“Were my uncle’s tunes really so bad, Mr Shaw?”

The question was to Martin Shaw (1875–1958), from a vicarage hostess after a hymn festival Shaw had led. His core message was of “Englishness” in music. For him that meant the influence of folk song, and plainsong, and church music of the sixteenth and seventeenth centuries – three very different things, but an exciting combination to him and his friends. And he hated the music of the generations immediately before his own.
Shaw’s autobiography Up to now does not tell us how he answered the question, but acknowledges that he had “rather unwisely [gone] perhaps further than I should have done in my criticisms”. How much had his hosts known of what they were letting themselves in for?
What should one pack to visit a hymn festival?
The hymn festivals were in great demand through the 1920s and 1930s. Shaw enjoyed staying in country vicarages. Usually, when he accepted an invitation to lead a festival, he made it a condition that the host parson should find a horse for him. He discovered riding in his forties, and thereafter was happiest on horseback.
His baggage to these hymn festivals changed as the years went on. Initially, he would take a large box full of copies of the English Hymnal. He’d been involved in the making of the English Hymnal, and felt it best embodied his own ideals. He was often invited to lead the festival by a vicar seeking to introduce the English Hymnal in a parish. But hauling the boxes around was a burden. Shaw had a smaller book prepared, the British Hymn Festival Book, which could be shipped to the venue in advance.
Another part of Shaw’s earlier festival baggage would be a cross-cut saw, an axe, and a set of iron wedges. “Looking back, this seems to me to have been excessive.” Shaw’s hobbies included cutting down trees. I suspect that the size of the baggage was not the only reason that this faded from the programme.
Little Cornard: a favourite retreat
In 1916, Shaw and his wife Joan spent their honeymoon in Little Cornard, near Sudbury, in a house lent by a friend – though Shaw interrupted the honeymoon to go to a three-day conference on church music in Aberystwyth.
Partly due to poor eyesight, Shaw was unable to fight during the First World War. Instead, he hired himself out as a farm labourer in Bramford, where Joan’s parents lived. He hoped the farm work would make him useful, and taking part in hay harvests became, like the horse-riding, a habit for a good many years afterwards, in Little Cornard and other places.
In 1919, the rector of Little Cornard, William Bankes-Williams, got up a society to produce plays for which Shaw had supplied the music. Shaw’s rather unusual career had taken in both church and theatre, and this society had a wealth of material to choose from. Its first show was Fools and Fairies, a school adaptation of A Midsummer Night’s Dream.
And Little Cornard gave its name to Shaw’s most famous hymn tune.
According to ‘The greater light’ – a compendium of the life and works of Martin Shaw (ed. Stephen Connock and Isobel Montgomery Campbell, Albion, 2018), the tune first appears in the fourth edition of Additional tunes and settings in use at St Mary’s Primrose Hill, published around 1920.
Subsequent variations
A 1975 centenary appreciation of Martin Shaw, by the church music guru Erik Routley, notes that ‘Little Cornard’ “badly needs a text fit to sing”. Shaw apparently wrote it for the hymn ‘Hills of the north, rejoice!‘ by Charles Oakley (1832–1865), and the words from the 1860s have not aged well. Their view of the world’s regions as passive, empty candidates for blessing doesn’t work any more.
If you click through to the hymnary.org entry you’ll first encounter the revised words that the editors of English Praise – a supplement to the English Hymnal – put together in 1975. You’ll see a further link that will let you compare those words with Oakley’s original text.
Revisions continue; additionally, if you took your exploration further, you’ll have seen twelve more English-language hymns, unrelated to this one, that compilers of hymn-books have linked with the tune. Adam Carlill’s Psalms for the Common Era suggests ‘Little Cornard’ for use with his metrical version of the Easter anthems (a compilation of texts from the letters of St Paul). It works rather well there.
Little Cornard values its heritage

The parish church of All Saints in Little Cornard is conscious of its link with the tune and acknowledges this on its web site. Churchwarden Brenda Pentney told me they are looking forward to the arrival of a new incumbent in August, and to picking up, after their interregnum, on things that matter to them as a congregation. The Revd Daniel Whiffen will be licensed at St Mary, Bures, on 22 August.
And who’s that riding up on horseback, with a box of hymn-books coming on behind him?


## PROBLEM TO SOLVE
Repeat each entry as written and leave the images out of the copy.

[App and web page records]

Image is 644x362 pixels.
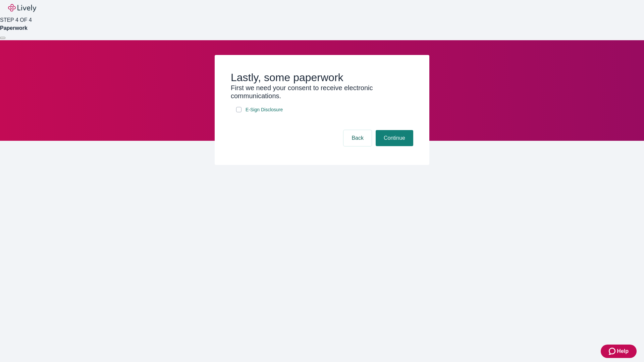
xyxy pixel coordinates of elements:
button: Zendesk support iconHelp [600,345,637,358]
img: Lively [8,4,36,12]
a: e-sign disclosure document [244,106,284,114]
svg: Zendesk support icon [609,347,617,356]
button: Back [343,130,372,147]
h3: First we need your consent to receive electronic communications. [231,84,413,100]
button: Continue [376,130,413,147]
span: Help [617,347,628,356]
h2: Lastly, some paperwork [231,71,413,84]
span: E-Sign Disclosure [246,107,283,113]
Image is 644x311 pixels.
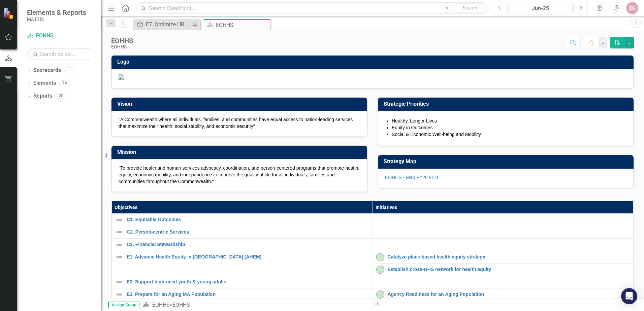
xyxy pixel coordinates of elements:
[65,68,75,74] div: 1
[126,230,369,235] a: C2. Person-centric Services
[376,266,384,274] img: On-track
[621,288,637,305] div: Open Intercom Messenger
[146,20,190,28] div: E7. Optimize HR services
[117,149,364,156] h3: Mission
[117,59,630,65] h3: Logo
[27,32,94,40] a: EOHHS
[126,242,369,247] a: C3. Financial Stewardship
[172,302,190,308] div: EOHHS
[511,4,570,12] div: Jun-25
[376,291,384,299] img: On-track
[508,2,573,14] button: Jun-25
[117,101,364,107] h3: Vision
[126,292,369,297] a: E3. Prepare for an Aging MA Population
[376,253,384,262] img: On-track
[111,37,133,44] div: EOHHS
[33,67,61,74] a: Scorecards
[33,92,52,100] a: Reports
[115,241,124,249] img: Not Defined
[391,125,432,131] span: Equity in Outcomes
[388,267,630,272] a: Establish cross-HHS network for health equity
[384,101,630,107] h3: Strategic Priorities
[626,2,638,14] button: DC
[56,93,67,99] div: 20
[27,17,86,22] small: MA EHS
[3,8,15,19] img: ClearPoint Strategy
[137,2,489,14] input: Search ClearPoint...
[115,253,124,262] img: Not Defined
[143,301,368,310] div: »
[216,21,269,29] div: EOHHS
[126,280,369,285] a: E2. Support high-need youth & young adults
[463,5,477,10] span: Search
[59,81,70,86] div: 74
[115,278,124,287] img: Not Defined
[126,255,369,260] a: E1. Advance Health Equity in [GEOGRAPHIC_DATA] (AHEM)
[115,291,124,299] img: Not Defined
[385,175,438,180] a: EOHHS - Map FY26 v1.0
[115,216,124,224] img: Not Defined
[453,3,487,12] button: Search
[119,74,627,80] img: Document.png
[111,44,133,49] div: EOHHS
[119,117,353,129] span: "A Commonwealth where all individuals, families, and communities have equal access to nation-lead...
[27,48,94,60] input: Search Below...
[391,132,481,137] span: Social & Economic Well-being and Mobility
[388,292,630,297] a: Agency Readiness for an Aging Population
[126,217,369,222] a: C1. Equitable Outcomes
[388,255,630,260] a: Catalyze place-based health equity strategy
[152,302,170,308] a: EOHHS
[115,228,124,237] img: Not Defined
[135,20,190,28] a: E7. Optimize HR services
[27,8,86,17] span: Elements & Reports
[391,118,437,124] span: Healthy, Longer Lives
[384,159,630,165] h3: Strategy Map
[108,302,139,309] span: Assign Group
[33,80,56,87] a: Elements
[119,165,359,184] span: "To provide health and human services advocacy, coordination, and person-centered programs that p...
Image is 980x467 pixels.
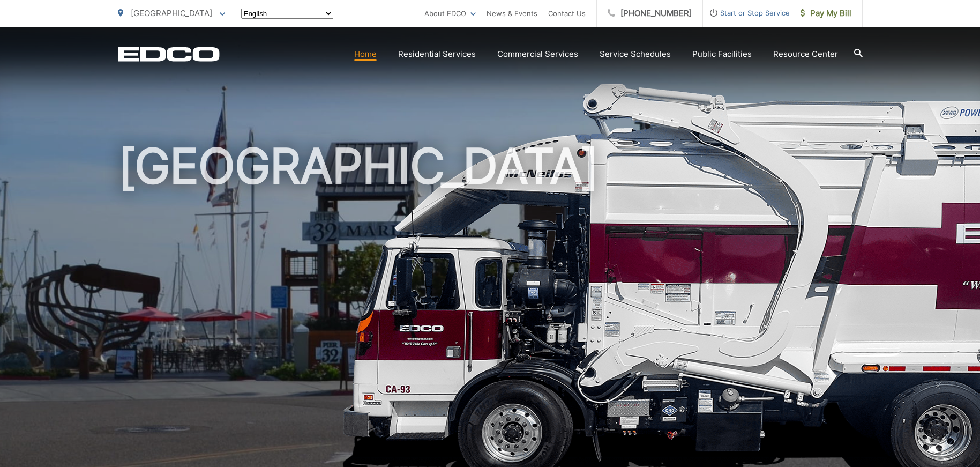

## TASK SOLUTION
Image is 644x362 pixels.
xyxy pixel coordinates of elements:
button: Zendesk support iconHelp [600,345,637,358]
img: Lively [8,4,36,12]
a: e-sign disclosure document [244,106,284,114]
svg: Zendesk support icon [609,347,617,356]
button: Back [343,130,372,147]
h3: First we need your consent to receive electronic communications. [231,84,413,100]
button: Continue [376,130,413,147]
span: Help [617,347,628,356]
h2: Lastly, some paperwork [231,71,413,84]
span: E-Sign Disclosure [246,107,283,113]
Image is 644x311 pixels.
xyxy pixel coordinates of elements:
[65,68,75,74] div: 1
[126,230,369,235] a: C2. Person-centric Services
[376,266,384,274] img: On-track
[621,288,637,305] div: Open Intercom Messenger
[146,20,190,28] div: E7. Optimize HR services
[117,149,364,156] h3: Mission
[117,59,630,65] h3: Logo
[27,32,94,40] a: EOHHS
[126,242,369,247] a: C3. Financial Stewardship
[172,302,190,308] div: EOHHS
[511,4,570,12] div: Jun-25
[376,291,384,299] img: On-track
[508,2,573,14] button: Jun-25
[117,101,364,107] h3: Vision
[126,292,369,297] a: E3. Prepare for an Aging MA Population
[376,253,384,262] img: On-track
[111,37,133,44] div: EOHHS
[33,67,61,74] a: Scorecards
[33,92,52,100] a: Reports
[115,241,124,249] img: Not Defined
[391,125,432,131] span: Equity in Outcomes
[388,267,630,272] a: Establish cross-HHS network for health equity
[384,101,630,107] h3: Strategic Priorities
[626,2,638,14] button: DC
[56,93,67,99] div: 20
[27,17,86,22] small: MA EHS
[3,8,15,19] img: ClearPoint Strategy
[137,2,489,14] input: Search ClearPoint...
[115,253,124,262] img: Not Defined
[143,301,368,310] div: »
[216,21,269,29] div: EOHHS
[126,280,369,285] a: E2. Support high-need youth & young adults
[463,5,477,10] span: Search
[59,81,70,86] div: 74
[115,278,124,287] img: Not Defined
[126,255,369,260] a: E1. Advance Health Equity in [GEOGRAPHIC_DATA] (AHEM)
[115,291,124,299] img: Not Defined
[385,175,438,180] a: EOHHS - Map FY26 v1.0
[115,216,124,224] img: Not Defined
[453,3,487,12] button: Search
[119,74,627,80] img: Document.png
[111,44,133,49] div: EOHHS
[119,117,353,129] span: "A Commonwealth where all individuals, families, and communities have equal access to nation-lead...
[27,48,94,60] input: Search Below...
[391,132,481,137] span: Social & Economic Well-being and Mobility
[388,292,630,297] a: Agency Readiness for an Aging Population
[126,217,369,222] a: C1. Equitable Outcomes
[388,255,630,260] a: Catalyze place-based health equity strategy
[152,302,170,308] a: EOHHS
[115,228,124,237] img: Not Defined
[135,20,190,28] a: E7. Optimize HR services
[27,8,86,17] span: Elements & Reports
[391,118,437,124] span: Healthy, Longer Lives
[384,159,630,165] h3: Strategy Map
[108,302,139,309] span: Assign Group
[33,80,56,87] a: Elements
[119,165,359,184] span: "To provide health and human services advocacy, coordination, and person-centered programs that p...
Image is 980x467 pixels.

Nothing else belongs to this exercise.